TB: My wife wants to know when tickets for our all-expenses-paid Hawaii trip will arrive in the mail. What can I tell her?

DG: My brother Tom is the CEO of our company. Tim, I am simply not personally authorized to disburse company funds in such circumstances. Please, please, talk to Tom.

TB: What should investors do when a stock they own goes spiffy-pop? Besides, that is, enjoy a touchdown dance?

DG: Probably just sit tight! Most daybaggers, passively held, if they are stocks of strong companies, spiffy-pop again and again. May I brag for a sec, in a way that only a long-term investor can?

Our cost on Amazon.com (NASDAQ:AMZN) from our original purchase on Sept. 9, 1997, is $3.19. When it went up $12 in one day after earnings last month, it triple-spiffy-popped. The next day? Amazon spiffy-popped again when it jumped another $6.

Lemme see: Did I see it go up about $2.60 on Wednesday, when the company announced a new digital-music shop? It almost spiffy-popped again. Patience, dear Fools. Patience.

Spiffy-pop!
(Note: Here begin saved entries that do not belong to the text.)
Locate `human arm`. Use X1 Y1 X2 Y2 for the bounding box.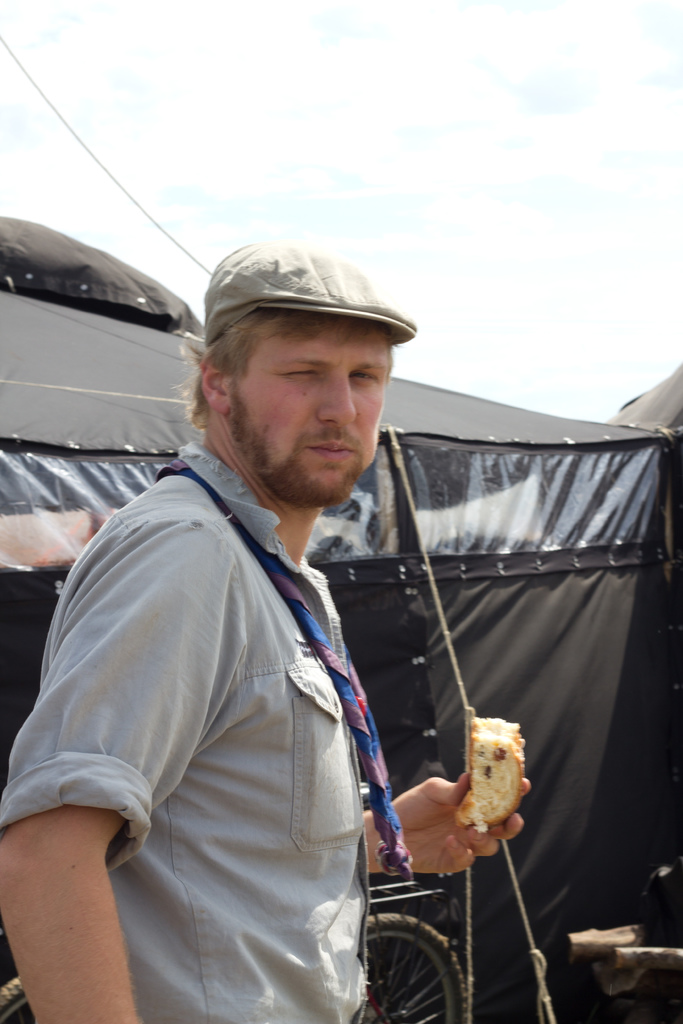
14 580 174 1015.
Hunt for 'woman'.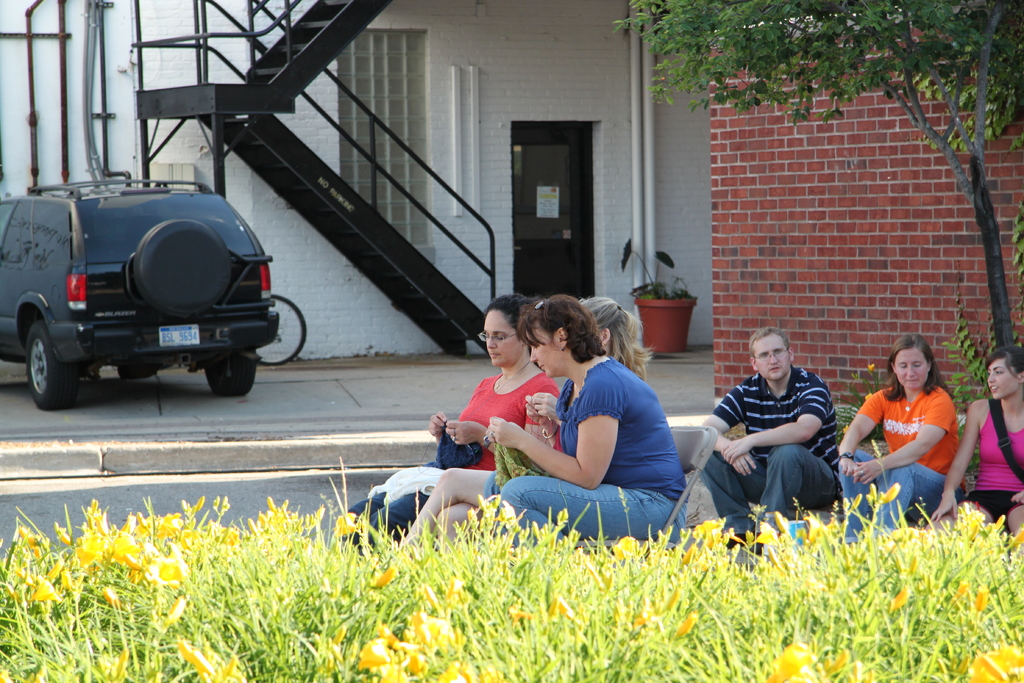
Hunted down at bbox=[399, 293, 650, 554].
AQuantive just became the sixth stock in the Motley Fool Rule Breakers portfolio to at least double. Want to find out the names of the other five? Click here to test-drive Rule Breakers for 30 days. There's no obligation to subscribe.

Fool contributor Tim Beyers, who is ranked 6,759 out of more than 28,900 rated players in Motley Fool CAPS investor-intelligence database, is a sucker for growth stocks and a regular contributor to Rule Breakers. Tim owned shares of aQuantive at the time of publication. His portfolio holdings can be found at his Fool profile. His thoughts on growth stocks, Foolishness, and investing in general may be found in his blog. Microsoft is an Inside Value pick. Amazon is a Stock Advisor selection. The Motley Fool's disclosure policy has a three-bagger-a-day spiffy-pop habit.